For years, the Gem State has operated under a premise that there’s a disconnect between what voters really want and what the GOP elected leadership actually provides.
The idea that a slim minority of hyperpartisan Republican voters has imposed minority rule on a broader swath of independents and GOP-leaning moderates has proved to be delusional.
Exhibit A: Proposition 1. This piece of electoral reform, the product of a grassroots initiative campaign, challenged Idaho’s closed Republican primary election format along three fronts.
Gone would be the requirement to register as a Republican in order to help provide the all-important Republican nomination for public office.
The candidates winning the top four number of votes — regardless of party affiliation — in the spring primary would advance to the general election. Theoretically, even if they came in second, third or fourth to a right-wing challenge in the spring, mainstream Republicans could survive and then court the larger, more diverse electorate that turns out in the fall.
And the general election would be decided by ranked choice voting.
Proposition 1 became a proxy on the GOP leadership that opposed it from the start.
And the GOP won by a near 2-to-1 margin — 64.9% rejected Proposition 1. To do any better than that, you had to be President Donald Trump, who won 66.9% of Idaho’s vote, or Congressman Russ Fulcher, who took 71%.
To say Proposition 1 was dragged down by its complicated — and possibly costly — ranked choice voting component is disputed by the scope of its defeat. A plain top-two primary initiative would have been subjected to the same GOP slogan — “Don’t Californicate Idaho” — and it would have been more accurate. Although it does not have ranked choice voting, the Golden State does use a top two primary.
And it wasn’t just ranked choice voting that went down to defeat in state after state Tuesday.
As the Idaho Statesman’s Scott McIntosh noted last week, top-two was rejected in South Dakota. A top-four primary proposal died in Montana. Arizona opposed an open primary measure.
Exhibit B: Voter preferences and/or the configuration of legislative districts embraced even the most fringe of Republicans over Democrats.
In Legislative District 6, Sen. Dan “Don’t piss him off” Foreman, R-Viola, paid no price for abandoning his own constituents within the University of Idaho or telling Democratic House candidate Trish Carter-Goodheart, a member of the Nez Perce Tribe: “Why don’t you go back where you came from?”
Foreman fell behind Moscow City Councilor Julia Parker by about 900 votes in Latah County, but District 6 voters in Nez Perce County gave him a 1,773-vote edge before Lewis County handed Foreman 1,406 votes out of 1,808 cast.
Much the same thing occurred in Blaine County, which gave incumbent Rep. Ned Burns, D-Bellevue, a 5,061-vote edge, only to be swamped by a 4,546-vote margin for Republican Mike Pohanka in Jerome County and another 1,050-vote swing for the Republican in Lincoln County.
The GOP’s gains were rounded out by former Rep. Codi Galloway’s defeat of Sen. Rick Just, D-Boise, by 912 votes and Republican Tanya Burgoyne’s defeat of Rep. Nate Roberts, D-Pocatello, by a margin of more than 1,100 votes.
What that leaves is six Democratic senators and nine Democratic House members to back up any reasonable Republican willing to court a right wing challenge in a closed primary for simply voting to keep state government functioning.
So the agenda is clear:
There will be no stopping a plan to siphon off limited public education dollars into vouchers or tax credits for families who already enroll their children in private and/or religious schools.
Not only is there no appetite for moderating Idaho’s severe abortion ban, but you might see efforts launched against contraception and/or in vitro fertilization.
The voter-passed expansion of Medicaid to Idaho’s working poor is at risk.
Culture wars against libraries and members of the LBGTQ community will only intensify.
It’s open season on Idaho’s undocumented workers and the industries that depend upon them.
The state GOP’s declaration of war against state funding of higher education will be implemented.
Cutting income taxes on wealthy families and corporations will remain a priority while the plight of Idaho’s beleaguered residential property taxpayers will be slighted.
Anytime there’s an opportunity to take possession of federal lands, it will be exploited — even if it leads to the liquidation of public lands into private hands.
And the subservience to outside agitators, notably the Idaho Freedom Foundation, will be enhanced.
All of which feels less like an election fluke and more like a mandate. — M.T.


- _Activity_
Wherever the word "edge" occurs in the listing, copy the whole line.
Start of Information given
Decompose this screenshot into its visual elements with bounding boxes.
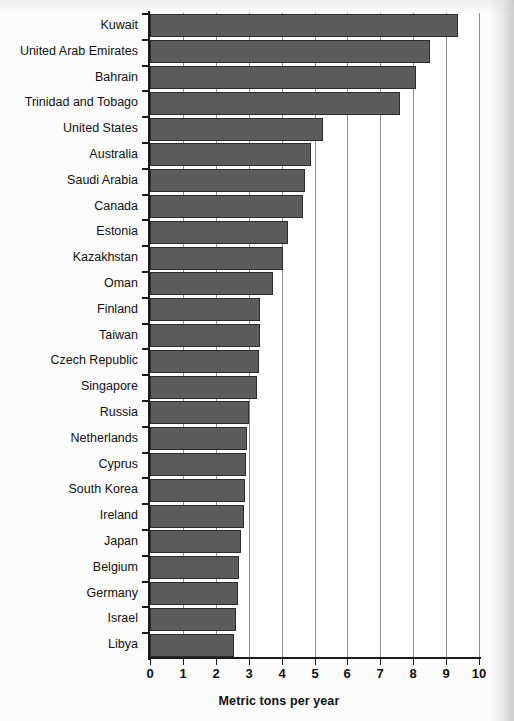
y-axis-tick	[142, 477, 149, 479]
x-axis-tick	[249, 659, 250, 665]
bar	[150, 143, 311, 166]
bar	[150, 221, 288, 244]
y-axis-tick	[142, 219, 149, 221]
x-axis-tick	[413, 659, 414, 665]
y-axis-tick	[142, 323, 149, 325]
y-axis-label: United States	[0, 121, 138, 135]
y-axis-label: Libya	[0, 637, 138, 651]
bar	[150, 272, 273, 295]
x-axis-tick	[479, 659, 480, 665]
x-axis-tick-label: 5	[300, 666, 330, 681]
x-axis-tick-label: 7	[365, 666, 395, 681]
y-axis-label: Australia	[0, 147, 138, 161]
y-axis-tick	[142, 632, 149, 634]
y-axis-line	[148, 11, 150, 660]
y-axis-tick	[142, 348, 149, 350]
y-axis-tick	[142, 116, 149, 118]
y-axis-tick	[142, 297, 149, 299]
bar	[150, 530, 241, 553]
bar	[150, 66, 416, 89]
y-axis-label: Russia	[0, 405, 138, 419]
y-axis-label: Canada	[0, 199, 138, 213]
x-axis-tick-label: 0	[135, 666, 165, 681]
y-axis-label: Singapore	[0, 379, 138, 393]
y-axis-label: Israel	[0, 611, 138, 625]
x-axis-tick-label: 3	[234, 666, 264, 681]
bar	[150, 479, 245, 502]
y-axis-tick	[142, 606, 149, 608]
bar	[150, 401, 249, 424]
bar	[150, 118, 323, 141]
x-axis-tick	[150, 659, 151, 665]
x-axis-tick-label: 10	[464, 666, 494, 681]
y-axis-tick	[142, 168, 149, 170]
x-axis-tick	[183, 659, 184, 665]
x-axis-tick-label: 1	[168, 666, 198, 681]
y-axis-label: United Arab Emirates	[0, 44, 138, 58]
y-axis-label: Kuwait	[0, 18, 138, 32]
bar	[150, 453, 246, 476]
x-axis-tick	[446, 659, 447, 665]
x-axis-tick	[347, 659, 348, 665]
y-axis-label: Trinidad and Tobago	[0, 95, 138, 109]
y-axis-tick	[142, 65, 149, 67]
bar	[150, 556, 239, 579]
y-axis-tick	[142, 374, 149, 376]
y-axis-label: South Korea	[0, 482, 138, 496]
x-axis-tick-label: 2	[201, 666, 231, 681]
bar-chart: KuwaitUnited Arab EmiratesBahrainTrinida…	[0, 0, 514, 721]
x-axis-title: Metric tons per year	[0, 694, 514, 708]
bar	[150, 195, 303, 218]
bar	[150, 40, 430, 63]
y-axis-tick	[142, 400, 149, 402]
y-axis-label: Finland	[0, 302, 138, 316]
y-axis-tick	[142, 271, 149, 273]
scan-edge-top	[0, 0, 514, 12]
y-axis-label: Ireland	[0, 508, 138, 522]
y-axis-tick	[142, 142, 149, 144]
y-axis-tick	[142, 503, 149, 505]
y-axis-tick	[142, 13, 149, 15]
gridline-8	[413, 13, 414, 658]
plot-area	[150, 13, 479, 658]
gridline-9	[446, 13, 447, 658]
y-axis-label: Saudi Arabia	[0, 173, 138, 187]
bar	[150, 376, 257, 399]
x-axis-tick-label: 6	[332, 666, 362, 681]
y-axis-label: Belgium	[0, 560, 138, 574]
x-axis-tick-label: 4	[267, 666, 297, 681]
x-axis-tick-label: 9	[431, 666, 461, 681]
y-axis-label: Czech Republic	[0, 353, 138, 367]
x-axis-tick	[216, 659, 217, 665]
bar	[150, 634, 234, 657]
y-axis-label: Cyprus	[0, 457, 138, 471]
y-axis-tick	[142, 452, 149, 454]
bar	[150, 92, 400, 115]
y-axis-tick	[142, 555, 149, 557]
y-axis-tick	[142, 90, 149, 92]
bar	[150, 169, 305, 192]
y-axis-label: Kazakhstan	[0, 250, 138, 264]
y-axis-label: Oman	[0, 276, 138, 290]
bar	[150, 247, 283, 270]
scan-edge-right	[490, 0, 514, 721]
gridline-10	[479, 13, 480, 658]
bar	[150, 608, 236, 631]
bar	[150, 505, 244, 528]
bar	[150, 582, 238, 605]
bar	[150, 350, 259, 373]
y-axis-tick	[142, 581, 149, 583]
bar	[150, 324, 260, 347]
y-axis-label: Netherlands	[0, 431, 138, 445]
x-axis-tick	[282, 659, 283, 665]
y-axis-label: Estonia	[0, 224, 138, 238]
x-axis-tick	[380, 659, 381, 665]
x-axis-title-text: Metric tons per year	[219, 694, 340, 708]
x-axis-tick-label: 8	[398, 666, 428, 681]
y-axis-label: Taiwan	[0, 328, 138, 342]
y-axis-label: Japan	[0, 534, 138, 548]
y-axis-tick	[142, 194, 149, 196]
bar	[150, 14, 458, 37]
y-axis-tick	[142, 426, 149, 428]
y-axis-label: Bahrain	[0, 70, 138, 84]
End of Information given
- _Solution to this task_
scan-edge-top	[0, 0, 514, 12]
scan-edge-right	[490, 0, 514, 721]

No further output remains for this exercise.